The awkward men of the world probably took heart from the spy Anna Chapman’s interview with the Sun, in which she confessed that she fell in love with her British husband because he had long hair like Oasis star Liam Gallagher and wore clumpy Clarks shoes — the sensible brand loved by parents.

“Whenever he rolled his tobacco and wore his loose-hanging jeans, with his Clarks shoes and Liam Gallagher-style hair, it took my breath away,” she gushed, praising his “aristocratic beauty.”

In a far-from-gentlemanly fashion, her now ex-husband, Alex Chapman, sold or gave photographs of Chapman topless to The Daily Telegraph, sealing her reputation as the “hot” spy. Later some unpleasantly private photographs of her lying in the bath, taken by another British ex, were published in Playboy.

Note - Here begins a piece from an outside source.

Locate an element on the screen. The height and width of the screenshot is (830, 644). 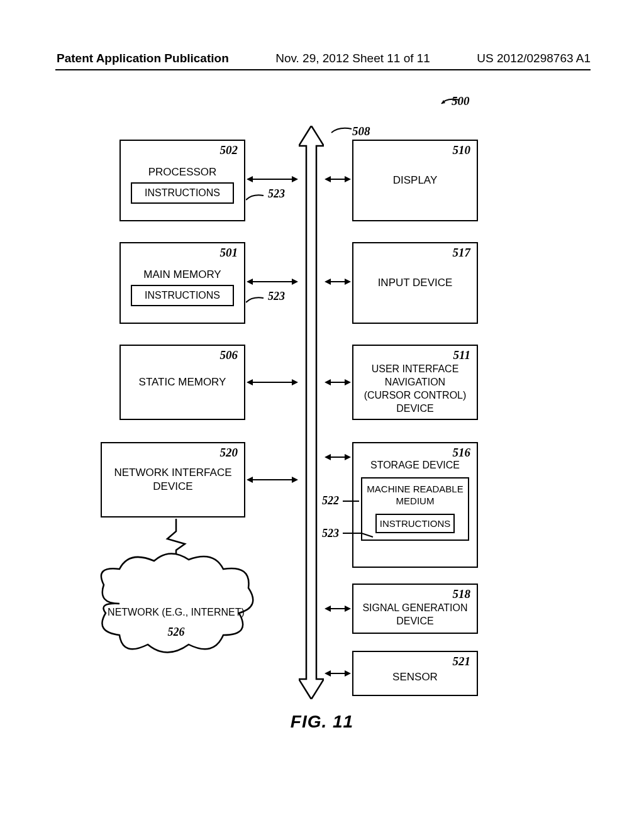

Chapman said she cried when she saw the Playboy photographs, calling them the “final blow.”

And she delicately skewered her ex-husband, suggesting that he is a complete loser. He is “an incredible, talented person who still hasn’t yet found himself in this life,” she commiserated sweetly. Meanwhile she is shooting up the ranks of United Russia’s youth wing and working as a mysterious bank “consultant,” not to mention shots at modeling and hosting a creaky television show.

Perhaps Mr. Chapman should turn to the power of prayer, like ballerina Anastasia Volochkova, who told Komsomolskaya Pravda that her latest toy, a two-tone Maybach car, appeared through divine intervention.

After posting photos of the blue-and-white car on her blog, she told the tabloid: “I prayed to God. He heard my prayers. I walked out into the street, and it was parked there.” Although oddly for a gift from God, she knew the exact price tag: 3 million rubles ($100,000).